Zimbabwe needs urgent economic and political reforms to transform its economy amidst a growing national crisis, researchers say in a new study that urges swift policy changes and a sound financial framework to attract investment.
Stung by the country’s spiralling inflation, Zimbabwe’s government workers took to the streets this week for the first ever police-sectioned march demanding improved wages.
Desertification is not cheap. It has social, cultural, environmental and of course economic costs to reverse what it destroys.
Former Zimbabwe strongman Robert Mugabe, who died this week, aged 95, leaves a mixed and divisive legacy.
In late March Cyclone Idai carved a path of devastation across Zimbabwe, Mozambique, and Malawi. It was the deadliest cyclone to hit the region in more than a century, others have even referred to it as “Africa’s Hurricane Katrina.” More than 1,000 people were killed. Many more saw their homes, food crops, and even entire villages washed away.
For subsistence farmer Rogers Hove—who proudly brandishes a worn out letter for his five hectare piece of land he obtained from government following the chaotic land seizures from white commercial farmers over two decades ago—what matters most to him, “is to see my piece of land in my possession”.
It was one of the worst tropical cyclones hit Southern Africa in recent times. Cyclone Idai, which has been characterised by heavy rains and flooding including mudslides in some parts of Mozambique, Zimbabwe, and Malawi, has left more than 750 dead, with thousands marooned in remote rural areas, whilst others are still unaccounted for. More than 1,5 million people are affected by the cyclone in the region.
Zimbabwe goes to the polls in July for the first general election since the departure of Robert Mugabe, and the jockeying over who will represent the country’s major political parties is in full throttle.
Every year, Amos Chandiringa, 43, a farmer in Nemaire village in Makoni district in northeastern Zimbabwe, laboriously waters his tobacco nursery with a watering can.
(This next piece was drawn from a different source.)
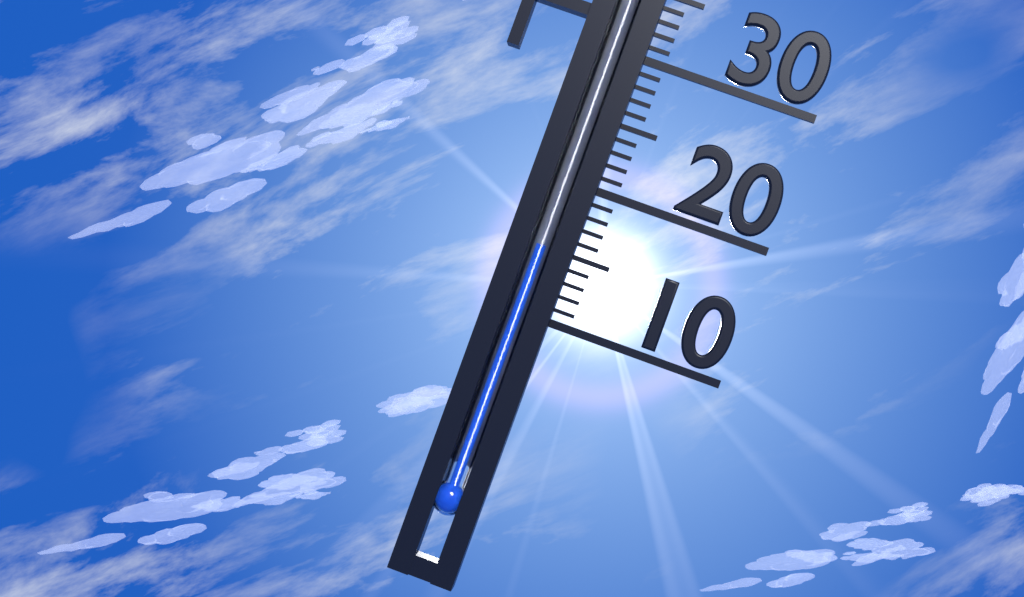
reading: 15 °C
The toil of the job often leaves him without the energy or time to do other household chores.
With Zimbabwe’s new President Emmerson Mnangagwa just concluding a 100-day timeline to address what he considered the country’s most pressing issues, which focused on economic revival, human rights activists have their own timeline.
Tapiwa Moyo, 40, religiously leaves her home each day when the first cock crows and joins a throng of women who have taken up artisanal mining in her community.
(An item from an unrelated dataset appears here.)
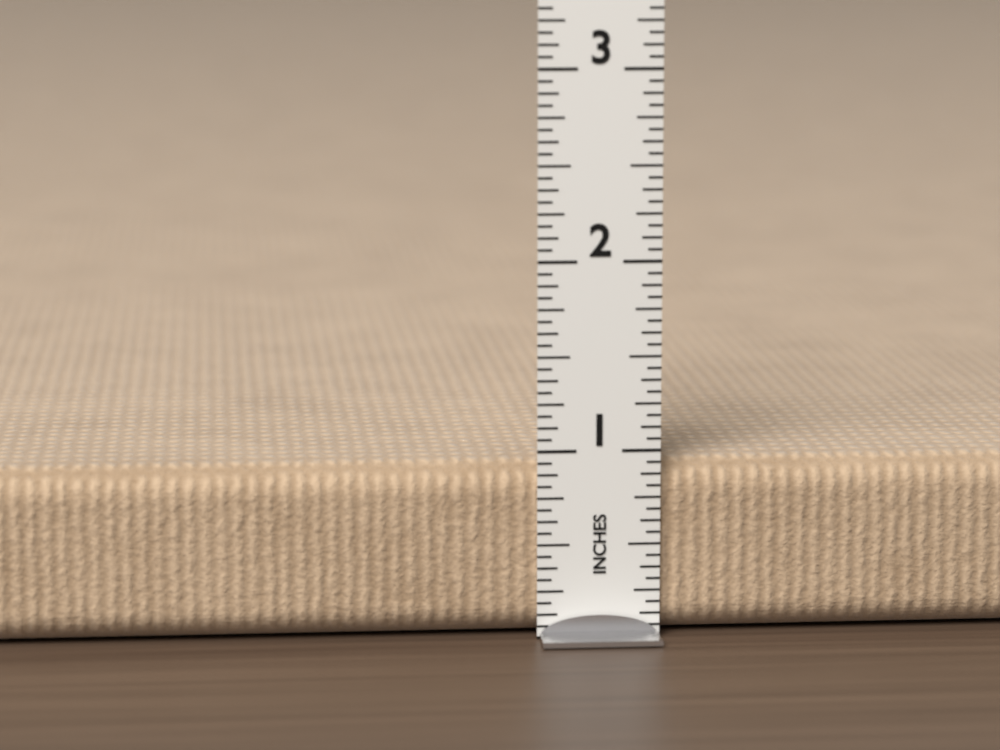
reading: 0.9375 in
In Zimbabwe, the bulk of rural communities and urban poor still get their energy supplies from the forests, leading to deforestation and land degradation.
The crowd in the park gave out roars of approval as the next act was announced: Mothusi Bashimane Ndlovu, one of Zimbabwe’s most popular singers and actors, who took to the stage with a small axe in hand.
Robert Mugabe - the world’s oldest head of state - is dead, politically at least.
At the dawn of the millennium, Sheila Mponda, 60, waved goodbye to her four children, who were leaving Zimbabwe for the United Kingdom in search of greener pastures. Mponda had just lost her husband and had been a housewife all her life.
Sixty-seven-year-old Hloniphani Sidingo gives a broad smile while popping out through the gate of a clinic in her village, as she heads home clutching containers of anti-retroviral pills.
Southern African countries have agreed on a multi-pronged plan to increase surveillance and research to contain the fall army worm, which has cut forecast regional maize harvests by up to ten percent, according to a senior U.N. Food and Agriculture Organisation (FAO) official.
Urban farmer Margaret Gauti Mpofu would do anything to protect the productivity of her land. Healthy soil means she is assured of harvest and enough food and income to look after her family.
The shouts can be heard from a distance as one approaches Domboshawa, 30 kilometres northeast of the Zimbabwean capital, Harare.
Microscopic soil organisms could be an environmentally friendly way to control crop pests and diseases and even protect agriculture against the impacts of climate change, a leading researcher says.
To take his mangoes to Shurugwi, 230 kms south of Harare, requires Edward Madzokere to hire a cart and wake up at dawn. The fruit farmer sells his produce at the nearest “growth point” at Tongogara (the term for areas targeted for development) where the prices are not stable.